The version messes in Linux distros not using all statically linked binaries you mean ;-)

Yes, storage is cheap but we also have Raspberry Pis (we can connect an external device, so not such a huge problem here) and smartphones today which only have 32GB of storage. I would really like to see Crystal applications running on them, too. (at least on rpi)

For desktops and laptops you are completely right. With shared libraries I also had in mind to link to existing code written in other languages in the future so we don't have to reinvent the wheel.

But maybe I'm on the wrong way... Currently there is no native static library support, right?

ozra commented

I was about to mention in my rant that even RPi's and hand helds wouldn't be a problem - but you might build enormously bigger applications than me B-)

Not really. ๐Ÿ˜ƒ

Okay okay, I drop this stuff. At least I've learned much about the compiler.

Go 1.8 released a plugins package - we might look at how they implemented a shared object approach and see if any ideas surface? https://beta.golang.org/pkg/plugin/

bew commented

I kinda like the RPC-based plugin system (made for go here: https://github.com/hashicorp/go-plugin)

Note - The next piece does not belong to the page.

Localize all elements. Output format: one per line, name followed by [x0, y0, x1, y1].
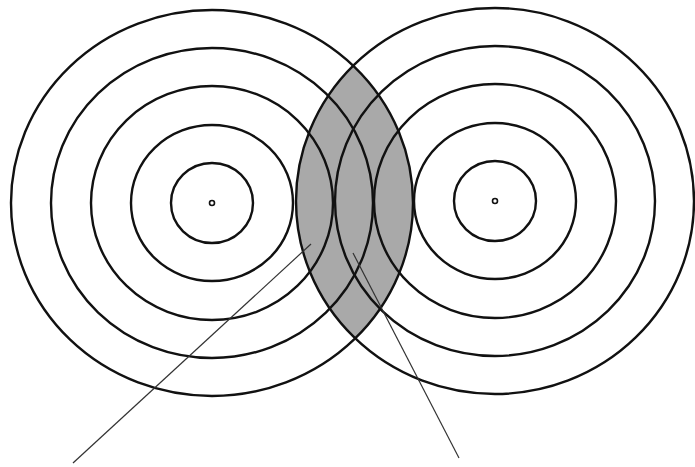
overlapping-wave-circles-diagram [0, 0, 695, 467]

With more information here : https://en.m.wikipedia.org/wiki/JSON-RPC

In Crystal we won't need any hard modification, I think this would ship as a little library on the host process, which coordinate RPC's I/O with a running "plugin", which would be another crystal program (or any other language) that can get input from the host and gives back some output through a specific transportation layer for the RPC I/O.. Which could be over UNIX sockets for example.

ozra commented

Agree with @Bew78LesellB - Messaging, whether with help by, say, ZMQ, straight pipes, TCP or just about anything, with MsgPack, JSON, or just about anything, again - is a better choice for most cases. Less upgrade hell, rpc api's tend to upgrade with older versions still available.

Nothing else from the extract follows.